=== Entries shown ===

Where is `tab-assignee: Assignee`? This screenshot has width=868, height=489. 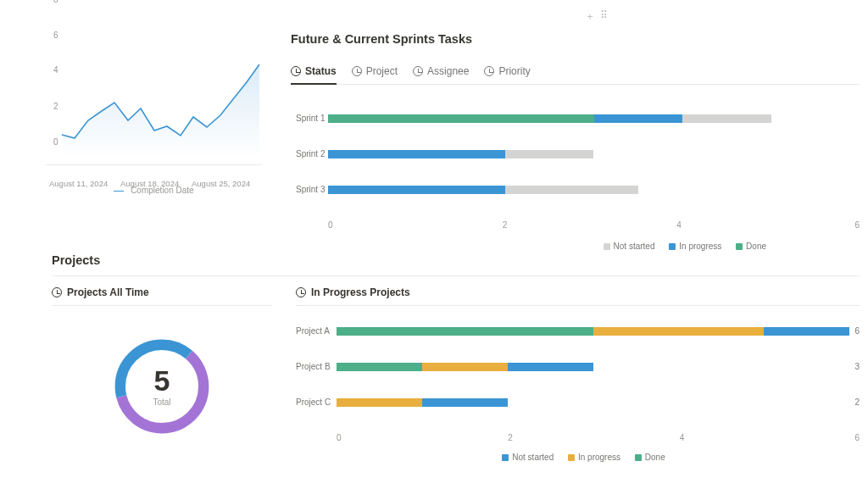
tab-assignee: Assignee is located at coordinates (441, 73).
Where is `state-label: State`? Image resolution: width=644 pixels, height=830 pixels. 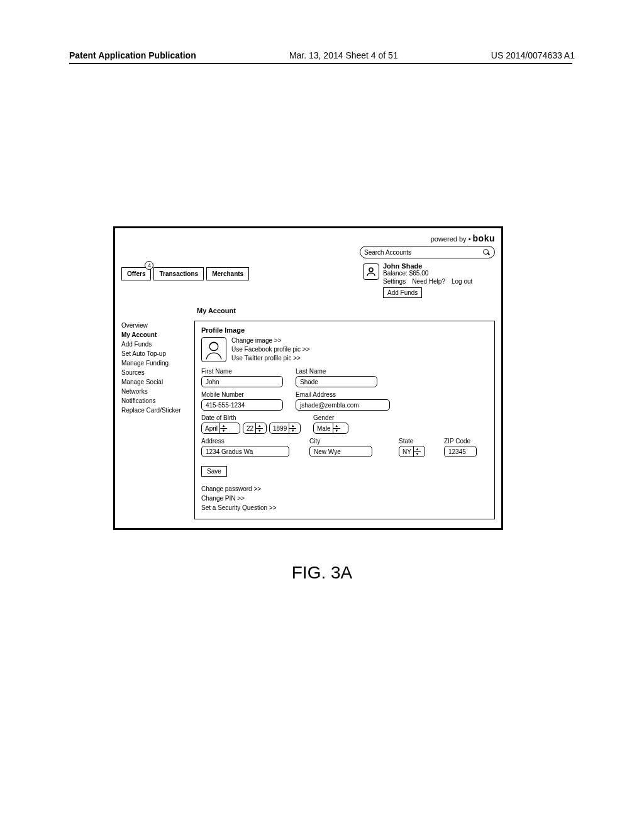
state-label: State is located at coordinates (418, 441).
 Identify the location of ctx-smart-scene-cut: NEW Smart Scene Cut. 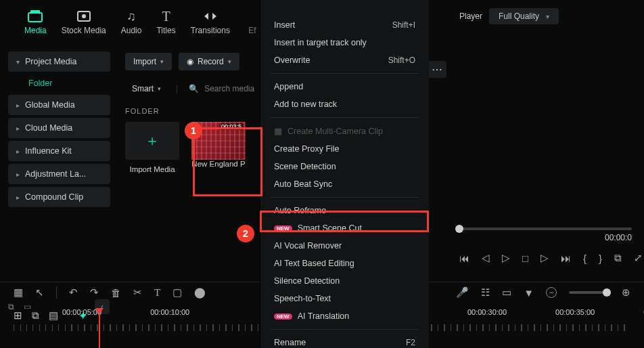
(345, 228).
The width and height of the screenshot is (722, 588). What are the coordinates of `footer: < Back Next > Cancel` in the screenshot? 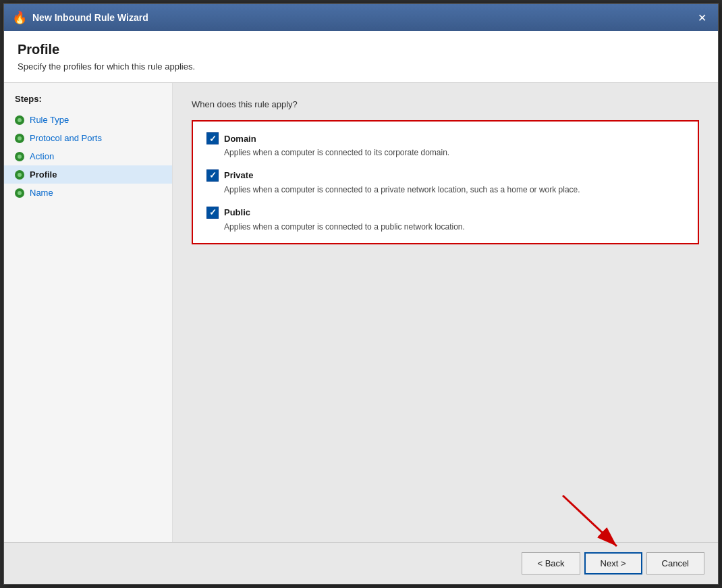 It's located at (361, 563).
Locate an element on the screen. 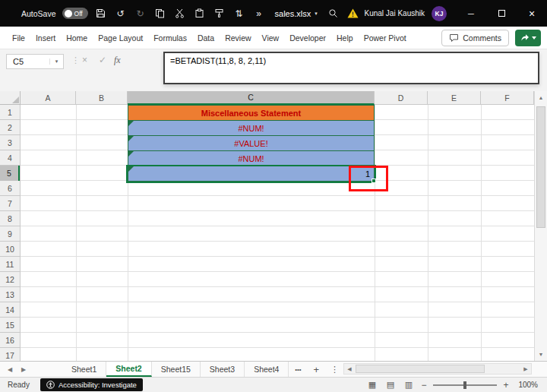 Image resolution: width=547 pixels, height=392 pixels. sheet-tab-sheet15: Sheet15 is located at coordinates (176, 369).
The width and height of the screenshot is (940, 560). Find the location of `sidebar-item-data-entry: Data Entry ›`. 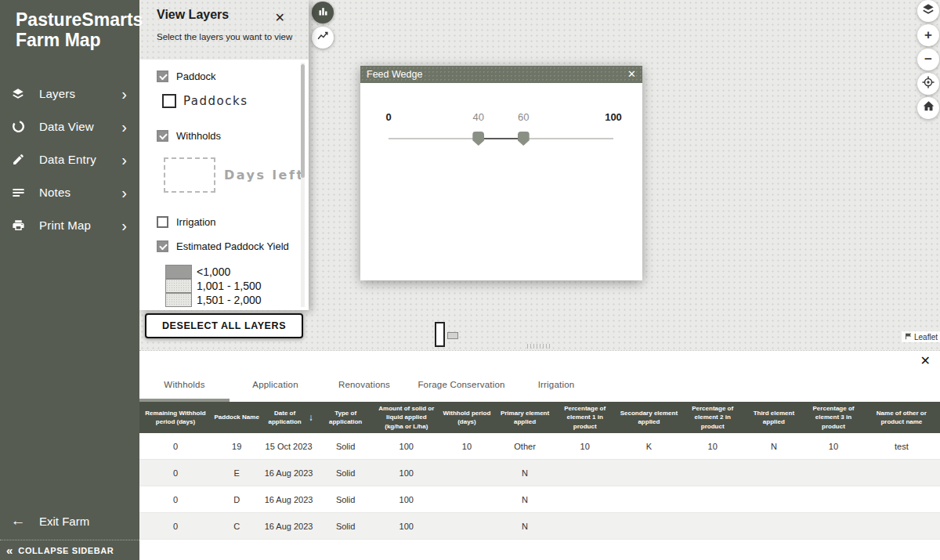

sidebar-item-data-entry: Data Entry › is located at coordinates (70, 160).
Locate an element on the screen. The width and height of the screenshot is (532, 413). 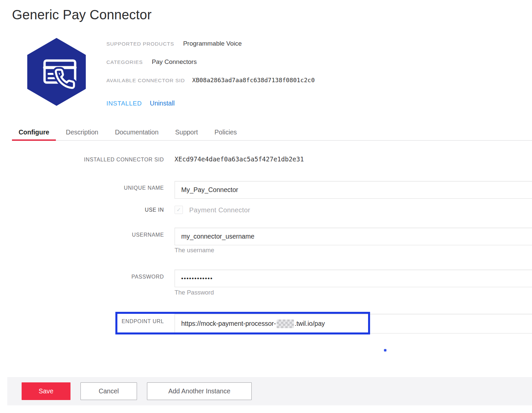
unique-name-input: My_Pay_Connector is located at coordinates (353, 190).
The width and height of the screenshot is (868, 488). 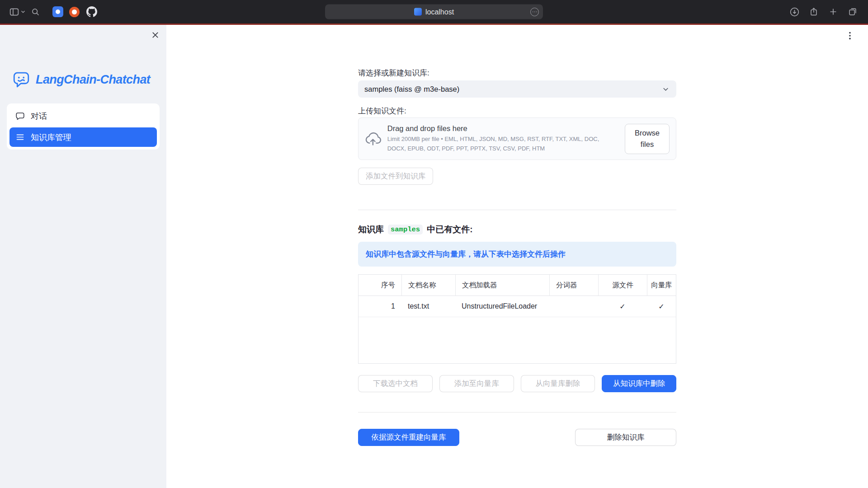 I want to click on knowledge-base-icon, so click(x=20, y=137).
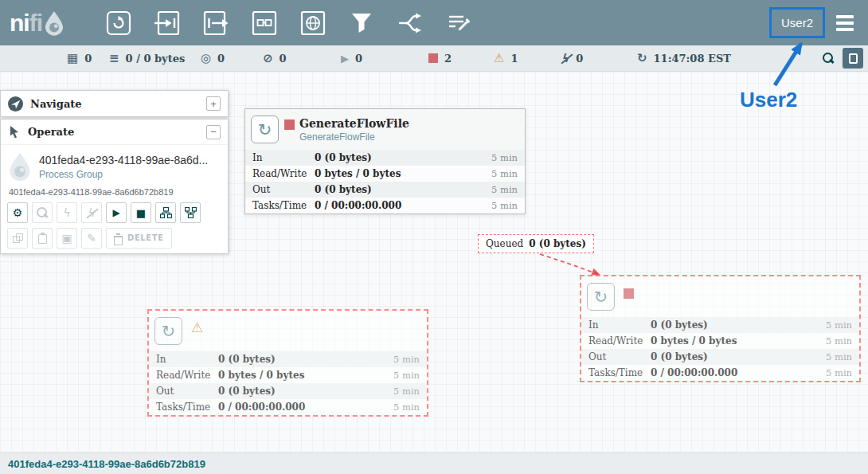  What do you see at coordinates (92, 238) in the screenshot?
I see `fill-color-button: ✎` at bounding box center [92, 238].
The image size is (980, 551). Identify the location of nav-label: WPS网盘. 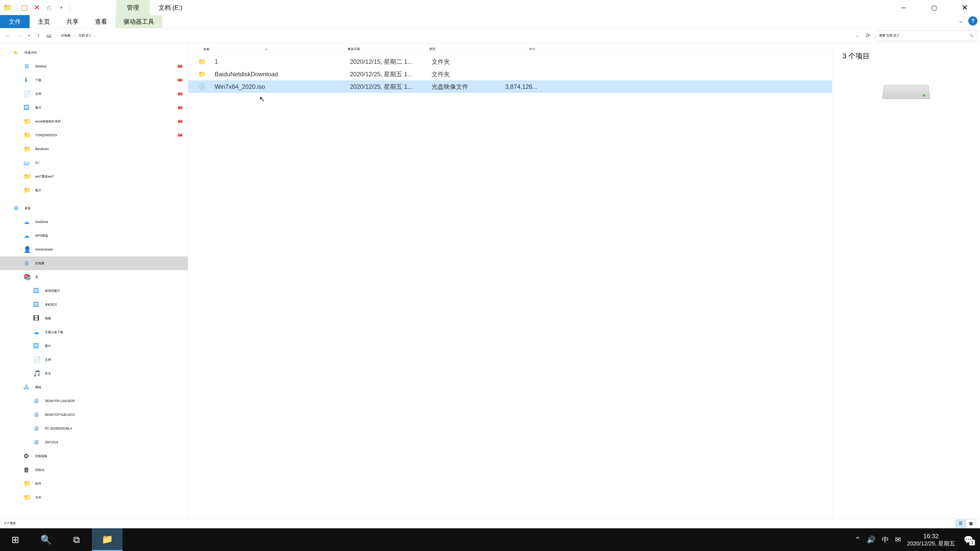
(42, 236).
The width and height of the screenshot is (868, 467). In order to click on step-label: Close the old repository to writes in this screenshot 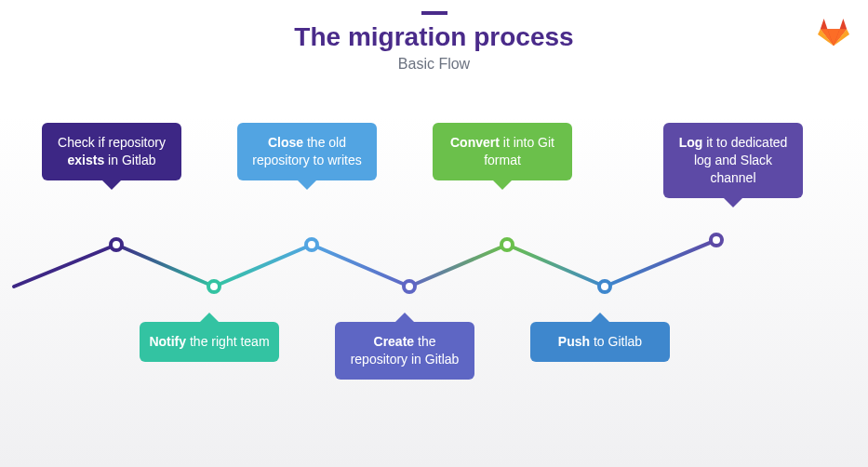, I will do `click(307, 151)`.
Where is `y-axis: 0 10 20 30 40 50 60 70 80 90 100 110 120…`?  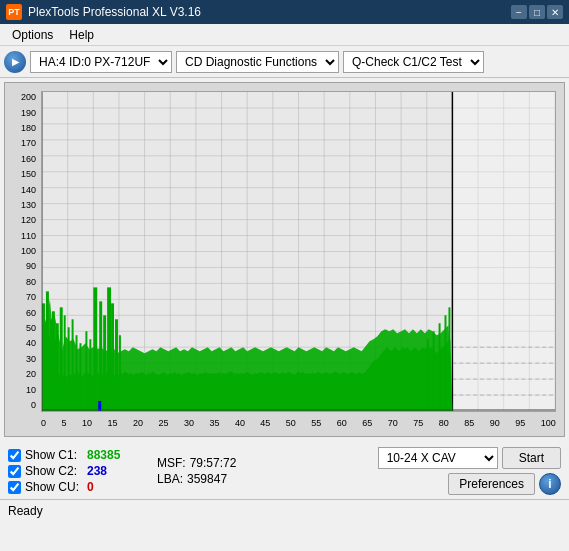
y-axis: 0 10 20 30 40 50 60 70 80 90 100 110 120… is located at coordinates (23, 252).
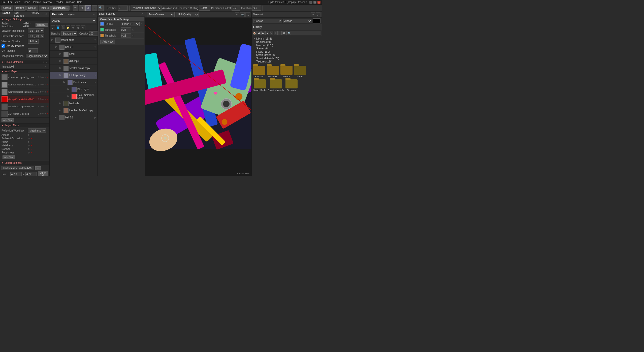  What do you see at coordinates (31, 174) in the screenshot?
I see `size-h-input` at bounding box center [31, 174].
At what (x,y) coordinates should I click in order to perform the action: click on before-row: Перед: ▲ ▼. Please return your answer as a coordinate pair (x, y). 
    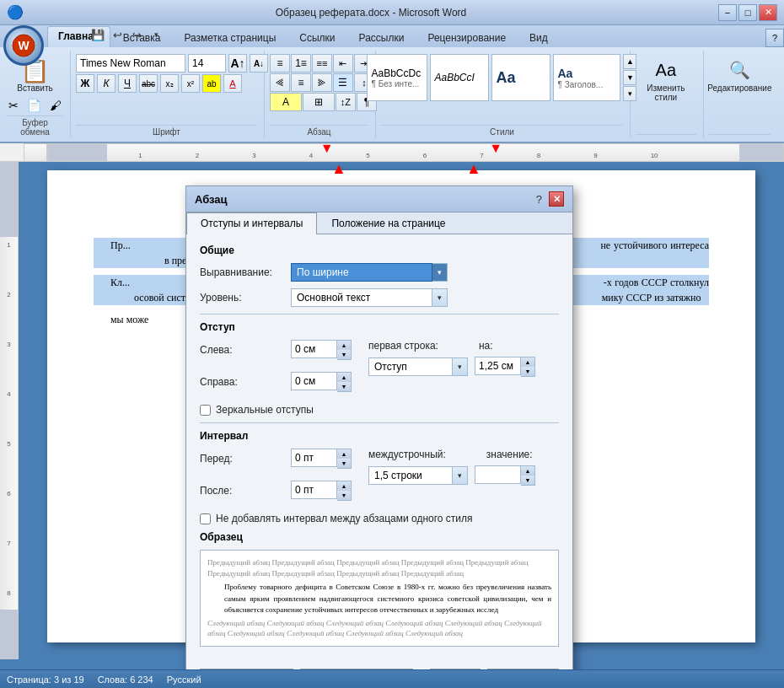
    Looking at the image, I should click on (276, 459).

===

_Description of the task_:
The lines to repeat start at the one holding "At what (x,y)" and run through the last line of the records above; write them out exactly, both ends included, but not the pictures.

_Exercise output_:
At what (x,y) coordinates should I click in order to perform the action: click on before-row: Перед: ▲ ▼. Please return your answer as a coordinate pair (x, y). 
    Looking at the image, I should click on (276, 459).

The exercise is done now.